I was not stalking my calling, but hunting up a poem, when I stumbled across my copy of "Living like Weasels" from Teaching a Stone to Talk by Annie Dillard. (I'm doing a brief reading at commencement in May, and was looking for my copy of this poem by astronomer Becky Elson, which I love, but is it too dark for commencement?)
If you haven't read it, it reads like a bloodthirsty take on Mary Oliver's poem The Summer Day. The one with the line about "your one wild and precious life." (And which I am definitely not reading at commencement.)
The whole weasel essay is a joy, science and language and imagery all tangled together like the wild roses and poison ivy around Hollins Pond. Or snapped into a single whole like Dillard's mind and the weasel's.

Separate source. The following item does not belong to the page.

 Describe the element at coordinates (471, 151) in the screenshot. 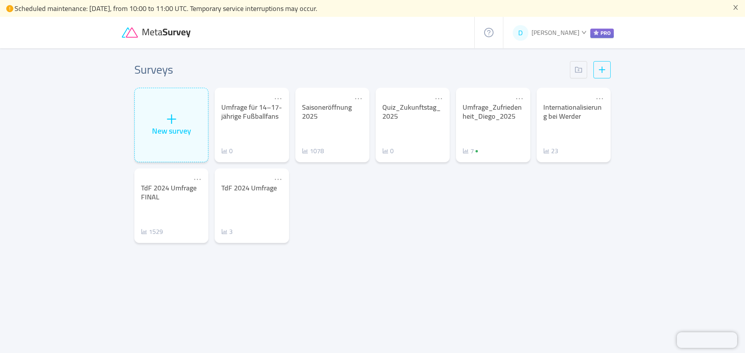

She opens with the story of an eagle found with the dry skull of a weasel clamped onto its neck, driven by its predatory instincts to bite even as it became prey. To do as it must, to do as it was meant to do — bite — even in extremis.
Dillard closes the essay by mulling about vocation. "We can live any way we want. People take vows of poverty, chastity, and obedience — even of silence — by choice. The thing is to stalk your calling in a certain skilled and supple way, to locate the most tender and live spot and plug into that pulse...I think it would be well, and proper, and obedient, and pure, to grasp your one necessity and not let it go, to dangle from it limp wherever it takes you...Seize it and let it seize you up aloft..."
In these last few weeks of teaching I seem to be stalking my calling again, looking for the tender spot, for the pulse point, and the willingness to seize it, letting it grasp me as I grasp it. To do — to be — as I was meant to be.